Fair enough. But Whitsitt has to take some of the blame for this team's chemical imbalance. His next coaching hire could well be his last best shot in the Rose City.

Miller
Miller

Dunleavy will spend the next few weeks figuring out what he's going to do. He hasn't been contacted yet by old friend Jim Paxson in Cleveland about the Cavs' head vacancy, though he knows and likes Andre Miller ("he's a terrific young player") and thinks Chris Mihm has a future. He's got $3 million coming his way from the Blazers that should get him through the year and he'll be able to see Mike Jr. try to help and defend Duke's national championship in person.

He wants to coach again, even after all that happened.

"We were right there, within a fraction of the best winning percentage ever in Portland," he said. "We never lost a playoff series in Portland where we had home court advantage. And we won a few when we didn't have it. As a group, we could have bounced back."

I asked Dunleavy if he thought he was being made a scapegoat for everything that went so very wrong.

"I'm certainly the easiest guy to let go," he said. "Out of all parties concerned, it's easier to change the coach. Who knows what other changes are going to be made? But the one person we know isn't going to be changed is Bob."

Around The League
  • Sources indicate the Cavaliers badly want to talk with Del Harris about their head coaching job. Cleveland's braintrust was asking colleagues of Del's all about him at the Nike Desert Classic in Phoenix last week. The question is whether Delmer, a finalist for the Cleveland job the last time it was available, wants it. He's getting significant coin in Dallas as Don Nelson's defensive coordinator and didn't want to be the interim guy in Big D earlier this season while Nellie was recovering from prostate cancer surgery.

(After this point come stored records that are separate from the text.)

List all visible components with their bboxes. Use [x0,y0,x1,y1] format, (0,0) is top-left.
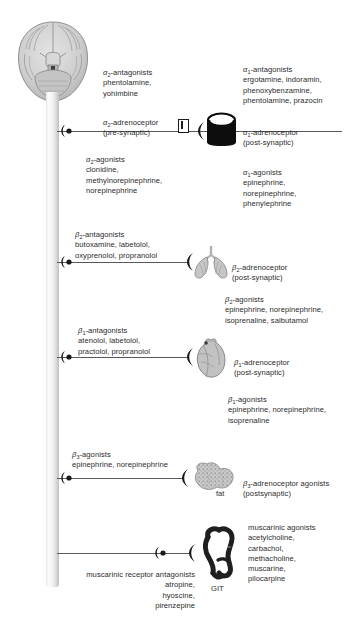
nerve-trunk [46,92,59,587]
branch-line-muscarinic [57,553,190,554]
alpha1-agonists-header: α1-agonists [243,168,353,178]
receptor-pharmacology-figure: α2-antagonistsphentolamine, yohimbine α2… [0,0,360,619]
alpha2-antagonists-header: α2-antagonists [103,68,213,78]
alpha1-agonists-drugs: epinephrine, norepinephrine, phenylephri… [243,178,297,207]
alpha1-receptor-name: α1-adrenoceptor [243,128,343,138]
branch-line-beta1 [57,357,188,358]
beta3-receptor-label: β3-adrenoceptor agonists(postsynaptic) [243,469,358,500]
beta2-agonists-header: β2-agonists [225,295,360,305]
beta1-agonists-text: β1-agonistsepinephrine, norepinephrine, … [228,385,360,426]
muscarinic-antagonists-header: muscarinic receptor antagonists [45,570,195,580]
beta2-agonists-drugs: epinephrine, norepinephrine, isoprenalin… [225,305,323,324]
beta2-antagonists-text: β2-antagonistsbutoxamine, labetolol, oxy… [75,220,215,261]
alpha1-antagonists-header: α1-antagonists [243,65,359,75]
beta3-synapse-type: (postsynaptic) [243,489,291,498]
alpha2-agonists-drugs: clonidine, methylnorepinephrine, norepin… [86,165,162,194]
beta2-synapse-type: (post-synaptic) [232,273,283,282]
varicosity-node-muscarinic [152,546,168,560]
alpha2-antagonists-drugs: phentolamine, yohimbine [103,78,151,97]
muscarinic-antagonists-drugs: atropine, hyoscine, pirenzepine [155,580,195,609]
alpha2-receptor-name: α2-adrenoceptor [103,118,193,128]
beta1-agonists-drugs: epinephrine, norepinephrine, isoprenalin… [228,405,326,424]
beta1-receptor-name: β1-adrenoceptor [234,358,334,368]
alpha1-receptor-label: α1-adrenoceptor(post-synaptic) [243,118,343,149]
alpha2-receptor-label: α2-adrenoceptor(pre-synaptic) [103,108,193,139]
beta1-antagonists-text: β1-antagonistsatenolol, labetolol, pract… [78,316,203,357]
smooth-muscle-cylinder-icon [206,112,237,150]
branch-line-beta2 [57,262,188,263]
varicosity-node-alpha2 [58,124,74,138]
beta3-agonists-header: β3-agonists [72,450,222,460]
alpha2-antagonists-text: α2-antagonistsphentolamine, yohimbine [103,58,213,99]
alpha1-agonists-text: α1-agonistsepinephrine, norepinephrine, … [243,158,353,209]
muscarinic-antagonists-text: muscarinic receptor antagonistsatropine,… [45,560,195,611]
arrowhead-beta3 [176,468,189,488]
beta2-receptor-name: β2-adrenoceptor [232,263,332,273]
fat-organ-label: fat [216,489,224,498]
beta1-antagonists-header: β1-antagonists [78,326,203,336]
branch-line-beta3 [57,478,183,479]
muscarinic-agonists-drugs: acetylcholine, carbachol, methacholine, … [248,533,296,583]
beta1-antagonists-drugs: atenolol, labetolol, practolol, proprano… [78,336,150,355]
beta3-receptor-name: β3-adrenoceptor agonists [243,479,358,489]
beta1-receptor-label: β1-adrenoceptor(post-synaptic) [234,348,334,379]
git-colon-icon [198,525,242,581]
beta1-synapse-type: (post-synaptic) [234,368,285,377]
alpha2-agonists-text: α2-agonistsclonidine, methylnorepinephri… [86,145,206,196]
beta2-antagonists-drugs: butoxamine, labetolol, oxyprenolol, prop… [75,240,157,259]
varicosity-node-beta2 [58,255,74,269]
alpha1-antagonists-drugs: ergotamine, indoramin, phenoxybenzamine,… [243,75,323,104]
varicosity-node-beta1 [58,350,74,364]
beta2-agonists-text: β2-agonistsepinephrine, norepinephrine, … [225,285,360,326]
beta3-agonists-drugs: epinephrine, norepinephrine [72,460,168,469]
beta1-agonists-header: β1-agonists [228,395,360,405]
alpha1-synapse-type: (post-synaptic) [243,138,294,147]
beta2-antagonists-header: β2-antagonists [75,230,215,240]
muscarinic-agonists-header: muscarinic agonists [248,523,358,533]
beta2-receptor-label: β2-adrenoceptor(post-synaptic) [232,253,332,284]
git-organ-label: GIT [211,584,224,593]
arrowhead-alpha2 [192,121,205,141]
alpha1-antagonists-text: α1-antagonistsergotamine, indoramin, phe… [243,55,359,106]
alpha2-agonists-header: α2-agonists [86,155,206,165]
alpha2-synapse-type: (pre-synaptic) [103,128,150,137]
varicosity-node-beta3 [58,471,74,485]
beta3-agonists-text: β3-agonistsepinephrine, norepinephrine [72,440,222,471]
muscarinic-agonists-text: muscarinic agonistsacetylcholine, carbac… [248,513,358,584]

  • P.J. Carlesimo will continue his coast-to-coast television life for now. He says he hasn't been contacted by either the Cavs or Pistons. But that doesn't mean the ex-Blazers and Warriors coach wouldn't like one more shot. "I'd love to coach again," Carlesimo said from his San Francisco home. "In reality, I should be more proactive than I am about it. My clear choice would be to get back in." For now, he'll keep doing NBC studio work on the weekends and analyst work for the Spurs during the week.

  • My man Gil Parmele here at ESPN is the first person, I believe, to point out the following fact: if the Lakers finish off the Kings in the second round, Phil Jackson will have won his 18th straight playoff series, which will tie an all-time league record. Jackson is currently one series behind Red Auerbach, who didn't lose a postseason series from March, 1959, to March, 1967. Incredible.

  • Probable top-three pick Shane Battier has signed with Washington, D.C. attorney Lon Babby of the Williams and Connolly firm. Babby represents fellow Dookies Grant Hill and Christian Laettner.

  • Several league scouting types are flying to Europe this weekend to take a gander at Pau Gasol, a 7-1 forward who plays for a Spanish team. Scouts will fly down to see him after looking at the European Final Four in France. Gasol is 20 and can shoot it, though, scouts say, not quite as well as Dirk Nowitzki. But Gasol has yet to apply for the draft; he wants more certainty on where he's going to be drafted. A buyout from his Spanish team is also an issue. But if he does come out, he could go in the top half of the first round.

  • Sonics are closing in on naming Pistons' personnel director Rick Sund their general manager. The team is looking to pad its basketball staff with team president Wally Walker adding business responsibilities to his title. Sund hasn't had much to do in Detroit since Joe Dumars took over last year.

  • Nuggets still searching for a GM; Portland's Mark Warkentien pulled his name out of contention last week. Indiana's David Kahn still is in the running, and Nets' GM John Nash also could be interested.

  • Add Nike: USC guard Jeff Trepagnier and Iowa State forward Martin Rancik helped themselves last week with strong performances at the tournament. Arizona forward Gene Edgerson also had a good week. But the overall talent level had a lot of personnel types out on the back nine most of the week. Kansas' Kenny Gregory posted the top vertical at the tournament: 39 1/2 inches.